The previously classified Pentagon handbook entitled “Defense Support to Stabilization (DSS): a Guide for Stabilization Practitioners” also has some telling formulations as to how the U.S. military will engage with its adversaries in GFA-targeted nations. It contains extracts pulled from the Defense Department’s December 2018 Directive, such as “Stabilization is an inherently political endeavor involving an integrated civilian-military process to create conditions where locally legitimate authorities and systems peaceably manage conflict and prevent a resurgence of violence.”

The DSS aims to “synchronize missions” to “reinforce USG [U.S. government] stabilization efforts and promote stability… in conflict-affected areas outside the United States.”

The purpose is to stop “violent extremism,… transnational terrorism,… refugees and internally displaced persons,… and mass atrocities… before they impact the security of the United States and its allies and partners.”

“Stabilization is required to translate combat success into lasting strategic gains” and “a necessary complement to joint combat power at the tactical, operational, and strategic levels.” Furthermore U.S. troops will carry out a “range of military operations in order to counter subversion” and “consolidate military gains to achieve strategic success” using “small-footprint, partner-focused” teams with “indigenous and other external partners,” i.e. U.S. Special Forces working with the Haitian army and police. In short, the Pentagon aims “to identify, train, equip, advise, assist, or accompany foreign security forces conducting stabilization actions independently or in conjunction with other USG efforts.”

The GFA and DSS also complement Washington’s 2022 National Defense Strategy (NDS) which “sets out how the U.S. military will meet growing threats to vital U.S. national security interests” and “act urgently to sustain and strengthen U.S. deterrence, with the People’s Republic of China (PRC) as the [Pentagon’s] pacing challenge.
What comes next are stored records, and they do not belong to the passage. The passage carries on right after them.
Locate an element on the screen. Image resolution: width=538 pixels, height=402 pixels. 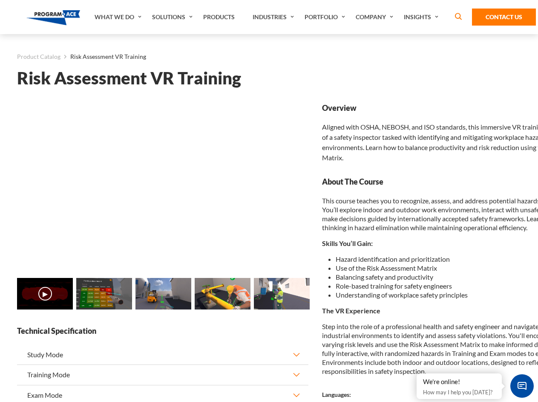
strong: Technical Specification is located at coordinates (163, 331).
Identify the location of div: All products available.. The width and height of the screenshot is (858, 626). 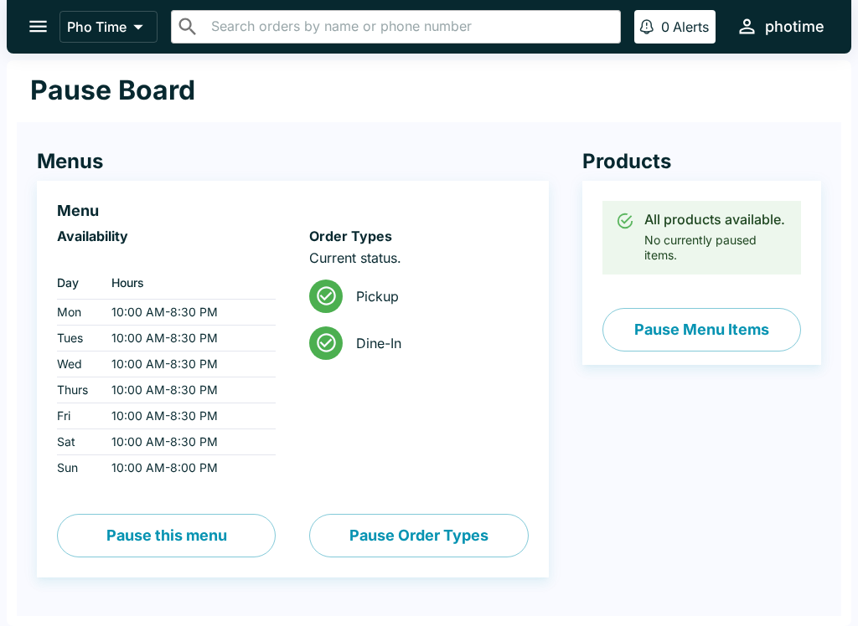
(715, 219).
The strategy identifies four top-level defense priorities that the Department must pursue to strengthen deterrence: (1) Defend the homeland. (2) Deter strategic attacks against the United States, allies, and partners. (3) Deter aggression, while being prepared to prevail in conflict when necessary. (4) Build a resilient Joint Force and defense ecosystem.”

The Pentagon plans to do this “by working seamlessly across warfighting domains, theaters, the spectrum of conflict, other instruments of U.S. national power, and our unmatched network of Alliances and partnerships. Integrated deterrence is enabled by combat-credible forces, backstopped by a safe, secure, and effective nuclear deterrent.” In other words, if the GFA fails, the next step is nuclear war.
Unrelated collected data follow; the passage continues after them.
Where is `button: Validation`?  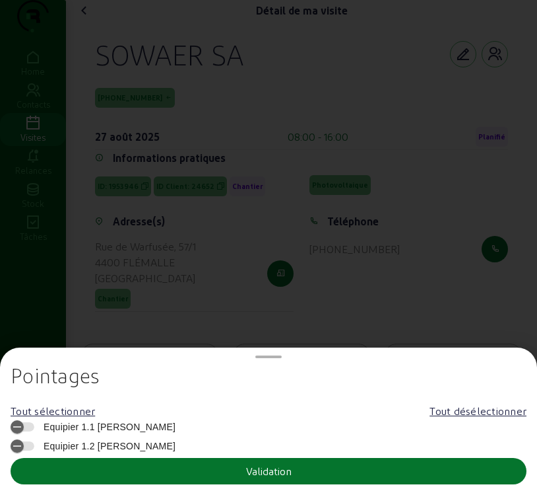
button: Validation is located at coordinates (269, 471).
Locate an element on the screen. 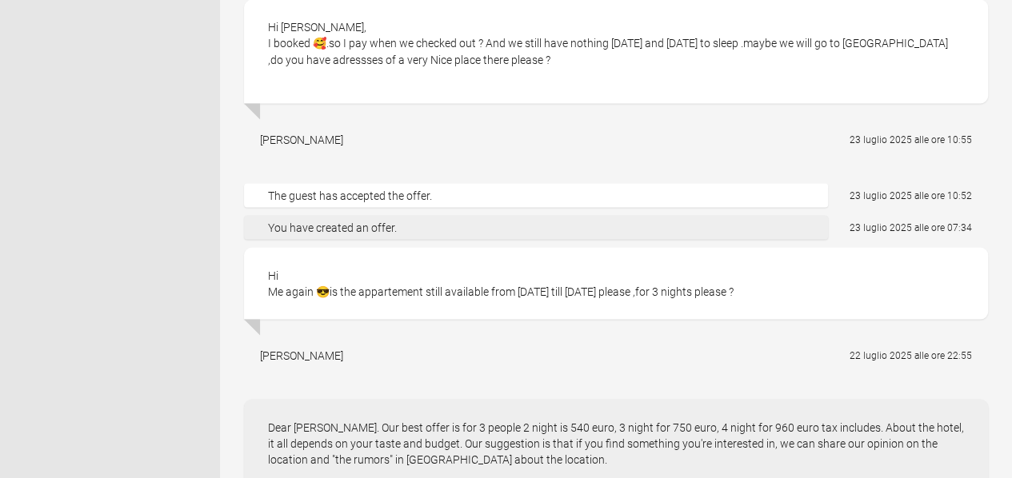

In short, Washington’s unclassified policy papers reveal that the GFA might be dressed in USAID’s humanitarian garb but is fundamentally a military response to China, the principal challenger of U.S. world hegemony. It seeks to make Haiti a “partner” in a front to “gain advantage against the full range of competitors” through “logically linked military initiatives.”

Nonetheless, Anthony Blinken presents it in more flowery terms: “[T]hese 10-year plans [will] address drivers of conflict and violence collectively and […] support our partner countries in pursuing peace and prosperity.”